First the Supreme Court affirmed that
the First Amendment allowed corporations to engage in unlimited independent expenditures on behalf of candidates. Two months later, the DC Circuit held (and the FEC did not appeal) that
if individual corporations could do that, so could groups of corporations and individuals working together. Again, though, these were for
independent expenditures only—ads not coordinated with a candidate or her campaign.
It's time for the next shoe to drop. As today's New York Times reports, a recent Ben Nelson ad (paid for by the Nebraska Democratic Party with DSCC help) heralds the next wave of corporate dollars flowing into federal elections through direct coordination with candidates:
The ads are innocuous enough on their face: Senator Ben Nelson, a Nebraska Democrat up for re-election next year, is featured on television and radio commercials discussing Social Security, the national debt, war veterans and other hot-button issues. What is remarkable, campaign finance lawyers and political operatives say, is that the ads were produced and paid for by Democratic Party officials in Nebraska and Washington — with the senator’s close involvement as their star.
Federal campaign rules restrict politicians from “coordinating” their advertisements with outside groups except under certain circumstances. Politicians — worried about tripping over the legal restrictions — have usually shied away from working directly with outside groups on ads. Instead, “issue” ads paid for by outside groups will typically hit on broad themes without focusing so squarely on a single lawmaker....
American Crossroads — the powerful and well-financed Republican group formed with the help of the former White House aide Karl Rove — filed a request on Wednesday with the Federal Election Commission asking for a formal ruling on whether it could “adopt the tactics” of Mr. Nelson in coordinating footage of politicians up for re-election.
American Crossroads said in its request that it “may wish to produce and distribute similar television and radio advertisements” featuring incumbents in the 2012 campaigns. The group said that because it was “especially sensitive” about rules banning improper coordination with a candidate, it wanted to check with the F.E.C. first to make sure such ads would be legal.
The issue is the definition of "coordination" under the law—or, rather, which ads are subject to the coordination rules. So long as the ads don't contain "express advocacy"—explicit "vote for"/"vote against" language or otherwise
"susceptible of no reasonable interpretation other than as an appeal to vote for or against a specific candidate"—then during this window it's not within the regulations as to the coordination ban.
As Fred Wertheimer explained in 2010 when the FEC's new coordination rules were announced:
Under the new FEC regulation, ... a member of Congress can sit down with a corporate official, write a series of ads that promote his candidacy or attack his opponent, decide where and when the candidate wants to run the ads and then simply have the corporation write a check to the cover the costs of producing and running the ads.
Despite the Member's complete control of the ad campaign promoting the Member and attacking his or her opponent, this would not constitute coordination by the corporation with the Member as long as the ads are run more than 90 days before an election, and do not contain "express advocacy" or the "functional equivalent" of express advocacy.
... It is a fiction and fantasy to take the position, as the FEC does, that a corporation paying for ads that are written, produced and placed by a Member of Congress, and that promote the Member or attack the Member's opponent, is not engaged in illegal coordinated spending under campaign finance laws, where such ads are run in the middle of an election season but just over 90 days before the general election.
So long as there are no "magic words" in the ad, then it's an "issue ad." Even if it includes (and is coordinated with) a candidate for election that year. The
Washington Post's T.W. Farnam
explains what's next:
The FEC is unlikely to approve Crossroads’ request outright, but there’s a good chance the commission’s Democratic and Republican members would split 3 to 3 on the matter. Many interest groups would take that as a green light, because it takes four members of the commission to open an investigation or impose fines.
...By law, [SuperPACs] are prohibited from coordinating on elections with federal candidates, officeholders and even party officials. The Supreme Court has found these rules are sufficient to isolate politicians from the corrupting influence of large donations and spending.
That wall between politicians and big money took a hit when the FEC found that candidates could help raise money for independent groups such as super PACs as long as they asked donors only for checks within the $5,000 limit allowed for regular political action committees.
Republican presidential candidate Mitt Romney and Democratic lawmakers have already begun soliciting contributions for the independent groups supporting them. If candidates like them are able to help create ads as well, it would take independent groups one step closer to an official campaign operation.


REQUIRED ACTION:
Restate word for word the section of the entries that opens at the line containing "Find the location" and closes at the line containing "Locate an element on the screen.", both lines kept, pictures dropped.

PROVIDED RECORDS:
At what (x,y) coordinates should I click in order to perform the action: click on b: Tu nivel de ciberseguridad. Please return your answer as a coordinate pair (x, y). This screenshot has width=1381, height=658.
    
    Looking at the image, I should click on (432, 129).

==

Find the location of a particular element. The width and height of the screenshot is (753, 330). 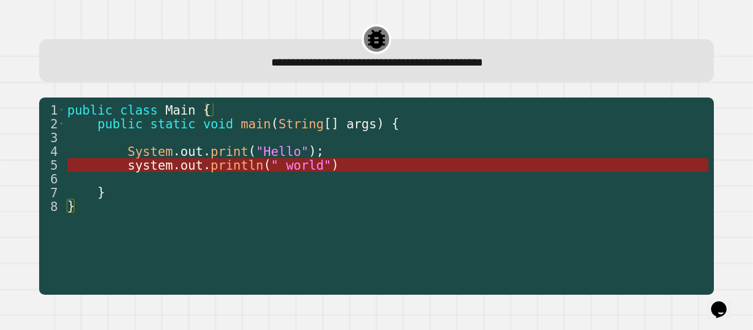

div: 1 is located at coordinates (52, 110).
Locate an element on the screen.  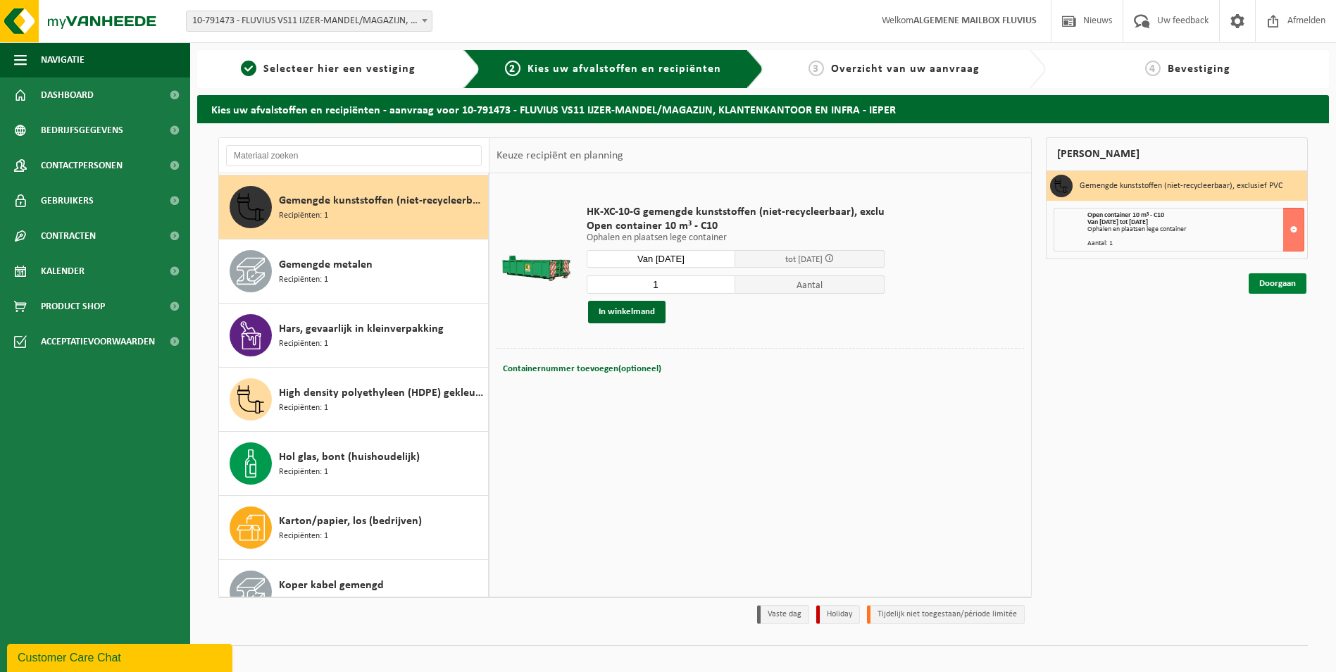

==

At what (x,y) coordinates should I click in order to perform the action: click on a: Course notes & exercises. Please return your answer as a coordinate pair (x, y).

TASK RESPONSE:
Find the location of a particular element. The width and height of the screenshot is (753, 330). 

div: 1 is located at coordinates (52, 110).
Locate an element on the screen.  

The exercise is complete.